The NA-Nose is an electronic nose, and as the name suggests, it smells exhaled breath to conveniently make a distinction between head, neck and lung cancer. The need for such a tool was much called for because not only is head and neck cancer detected late but also carries the hazard of spreading to a patient’s aero-digestive tract.
The 8th most prevalent cancer on the globe, the head and neck cancer affects body parts such as the lip, the orifice, nasal cavity, sinuses, salivary glands, pharynx and larynx.
The group conducted the study effectively by testing more than 80 samples which included 80 patients who were victims of head, neck and lung cancer using cross-sectional clinical testing. This dynamic sample group gave them useful results as the NA-Nose could clearly distinguish between chemical compositions between 62 samples. It also helped define variation between head, neck and lung patients and healthy controls and between the three kinds of cancers itself.
Sustaining the artificial nose results was an investigation of 40 breath samples that involved using gas chromatography and mass spectrometry. This analysis also showed a great distinction between the compositions of exhaled breath by the three cancer sets.
As explained by Technion, the NA-nose involves the use of five gold nanoparticle sensors and computer algorithms to identify the mold of unstable organic compounds in the breaths exhaled.
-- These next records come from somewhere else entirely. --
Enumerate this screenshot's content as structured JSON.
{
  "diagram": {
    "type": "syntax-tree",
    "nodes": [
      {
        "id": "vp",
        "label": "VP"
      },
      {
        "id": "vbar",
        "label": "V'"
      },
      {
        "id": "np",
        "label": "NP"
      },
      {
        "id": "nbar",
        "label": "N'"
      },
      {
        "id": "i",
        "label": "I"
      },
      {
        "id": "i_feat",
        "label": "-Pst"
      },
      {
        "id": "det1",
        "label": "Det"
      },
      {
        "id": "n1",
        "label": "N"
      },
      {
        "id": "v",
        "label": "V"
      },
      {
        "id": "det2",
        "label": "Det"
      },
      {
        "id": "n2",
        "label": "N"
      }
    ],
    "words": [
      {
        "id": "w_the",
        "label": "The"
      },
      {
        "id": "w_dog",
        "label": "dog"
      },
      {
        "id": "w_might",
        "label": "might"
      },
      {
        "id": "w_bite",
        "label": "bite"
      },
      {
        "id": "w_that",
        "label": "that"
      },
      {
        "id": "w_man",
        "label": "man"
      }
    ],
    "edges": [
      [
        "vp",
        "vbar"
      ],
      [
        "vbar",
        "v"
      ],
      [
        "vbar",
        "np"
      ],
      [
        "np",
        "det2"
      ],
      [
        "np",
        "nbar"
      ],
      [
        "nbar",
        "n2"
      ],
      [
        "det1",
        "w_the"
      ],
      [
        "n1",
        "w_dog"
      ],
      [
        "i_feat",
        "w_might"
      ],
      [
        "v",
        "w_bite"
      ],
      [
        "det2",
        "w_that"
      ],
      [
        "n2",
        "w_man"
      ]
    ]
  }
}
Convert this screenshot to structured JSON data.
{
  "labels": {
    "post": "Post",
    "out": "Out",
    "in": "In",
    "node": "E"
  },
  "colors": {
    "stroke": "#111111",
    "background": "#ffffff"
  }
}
The electrical properties of these, thinner than a strand of human hair, nanoparticle sensors, owing to their size, can be changed easily by a few molecules.
To find particular organic compounds, the NA nose which is founded on gold and platinum is "functionalized" with organic lizands. These sensors are a 1,000 times more susceptible, react more rapidly than any current sensor and review tiny concentration of compounds which is essential as 80% exhaled breath is water vapor.
Haick added that they required taking these results to a bigger scale to investigate the probability of developing NA-NOSE as a diagnostic and screening tool, as reported by the BBC.
As we wait for this path breaking study to make it available to the public, it already promises us a useful start in the field of breath testing for head, neck and cancer.